Works copyrighted before 1964 had to have the copyright renewed sometime in the 28th year. If the copyright was not renewed the work is in the public domain. It is best to search 6 months before and after the required year. Some magazines are published the month before the cover date and some registrations may be delayed for a few months.
The February 1933 issue of News-Week would have to be renewed in 1961. Online page scans of the Catalog of Copyright Entries, published by the US Copyright Office can be found here. http://onlinebooks.library.upenn.edu/cce/
The search of the Renewals for Periodicals for 1960, 1961 and 1962 show no renewal entries for this issue. The first issue to have the copyright renewed is Newsweek. Vol. 37, no. 2, Jan. 8, 1951 according to the Copyright Office database (reg. no. RE0000046287).
The copyright on this magazine was not renewed and it is in the public domain.
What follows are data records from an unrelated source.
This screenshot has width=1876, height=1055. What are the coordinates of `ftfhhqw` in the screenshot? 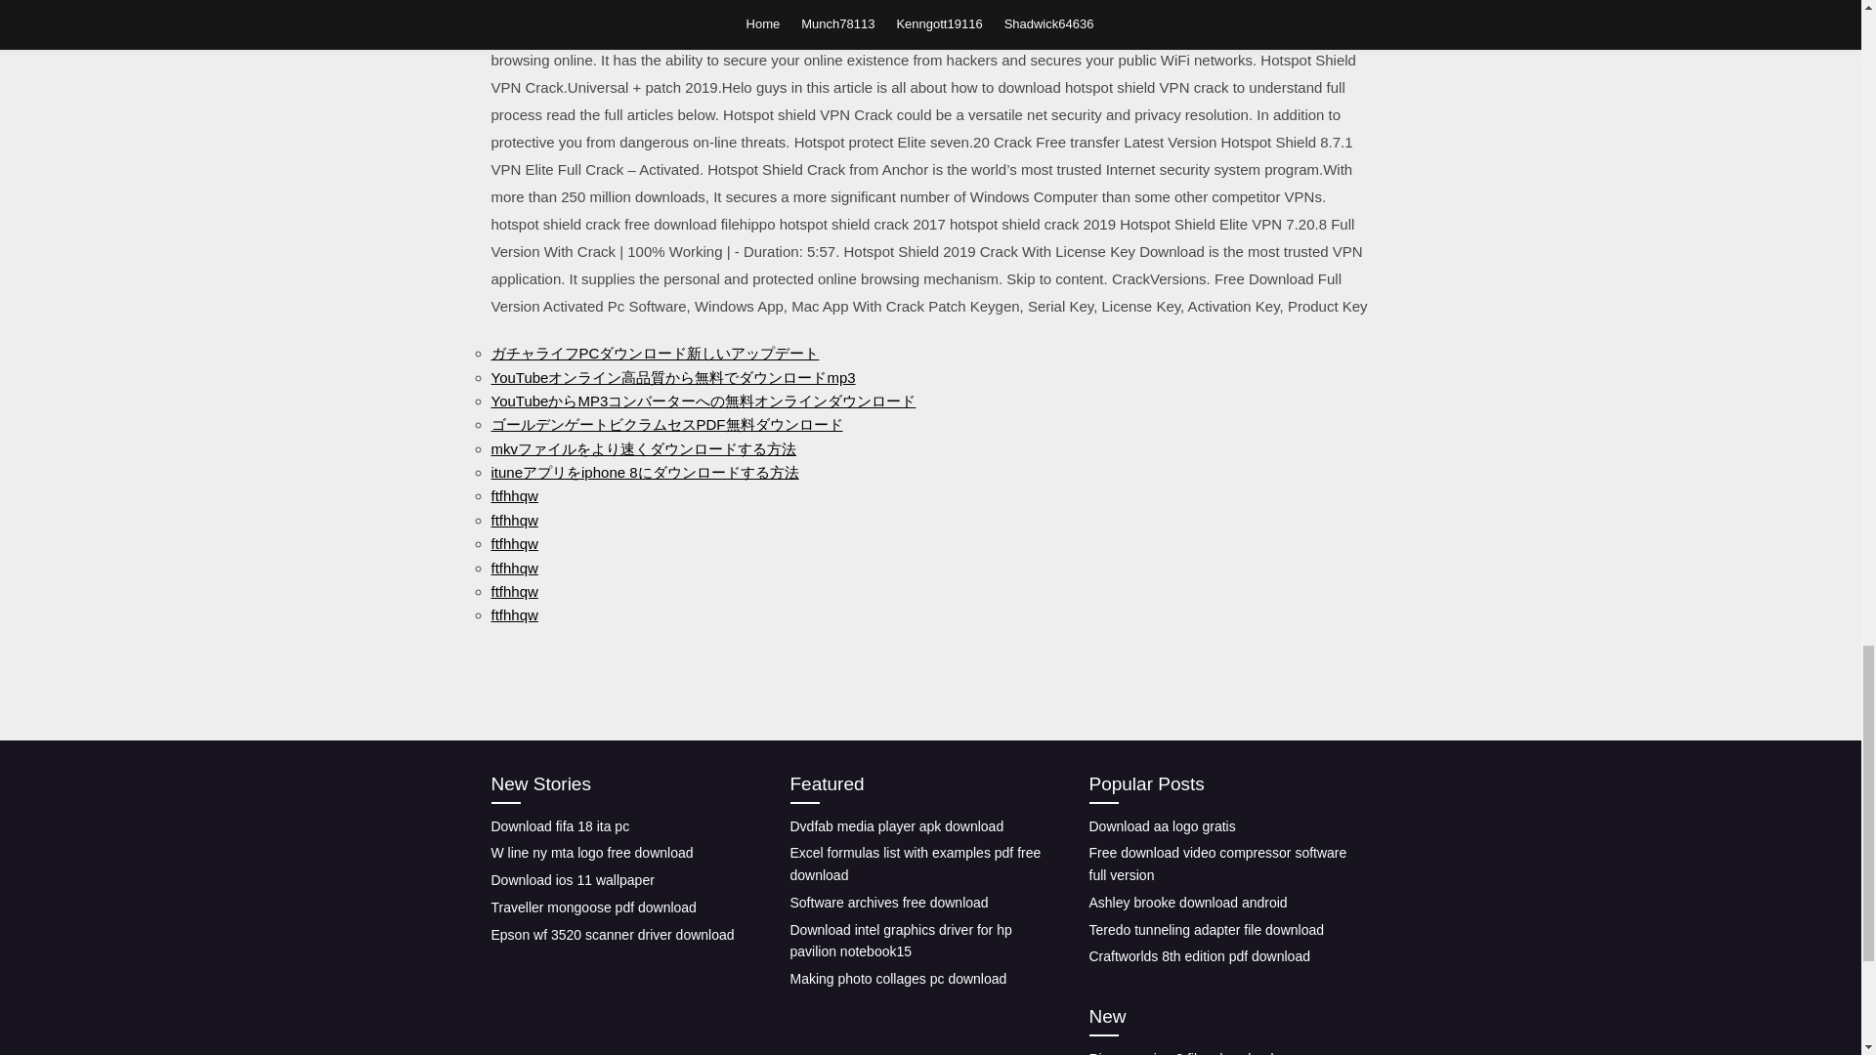 It's located at (513, 543).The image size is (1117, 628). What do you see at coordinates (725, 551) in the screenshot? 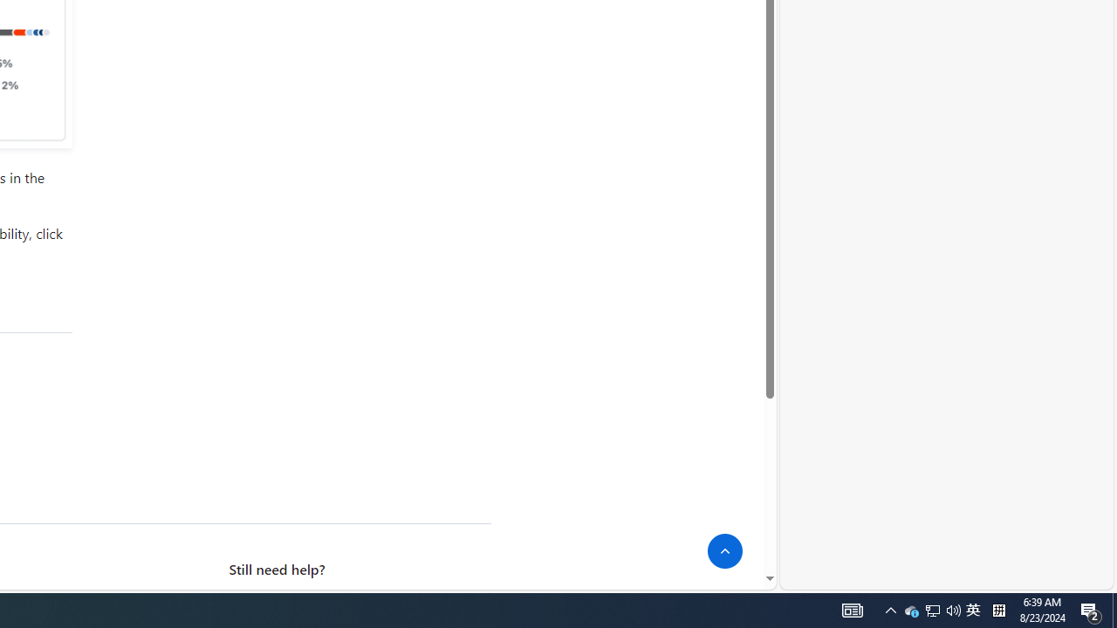
I see `Scroll to top` at bounding box center [725, 551].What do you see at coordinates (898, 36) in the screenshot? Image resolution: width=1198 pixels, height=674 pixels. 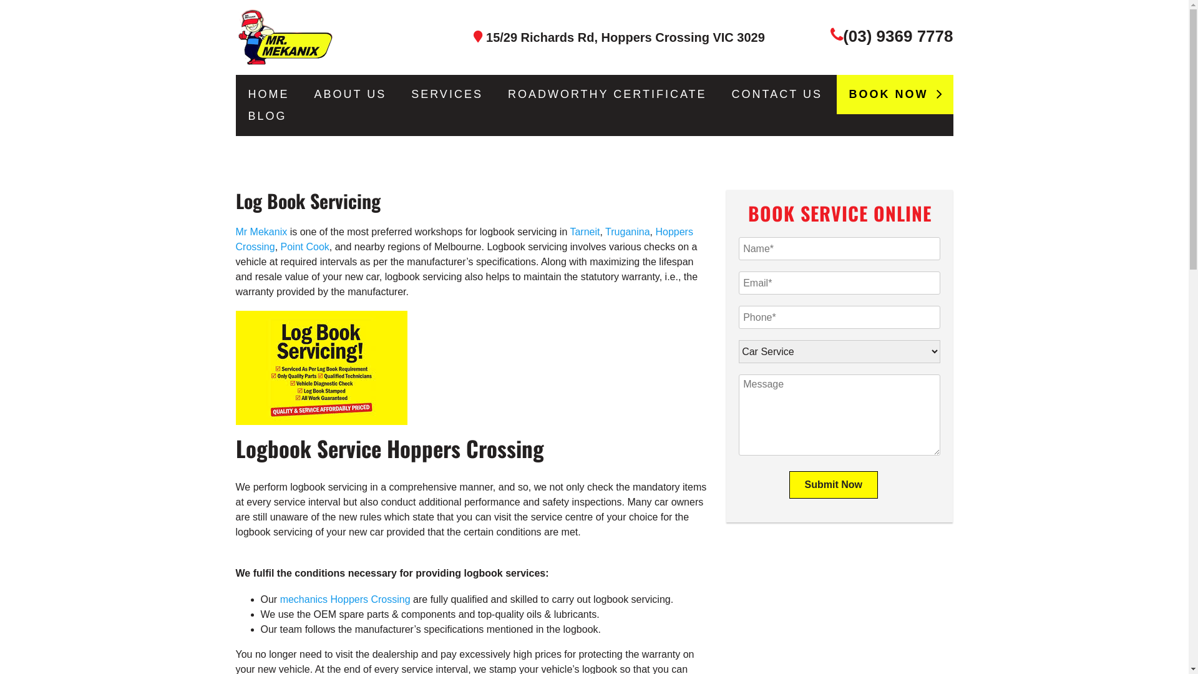 I see `(03) 9369 7778` at bounding box center [898, 36].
This work is in the public domain because it was published in the United States between 1929 and 1963, and although there may or may not have been a copyright notice, the copyright was not renewed. For further explanation, see Commons:Hirtle chart and the copyright renewal logs. Note that it may still be copyrighted in jurisdictions that do not apply the rule of the shorter term for US works (depending on the date of the author's death), such as Canada (70 years p.m.a.), Mainland China (50 years p.m.a., not Hong Kong or Macao), Germany (70 years p.m.a.), Mexico (100 years p.m.a.), Switzerland (70 years p.m.a.), and other countries with individual treaties.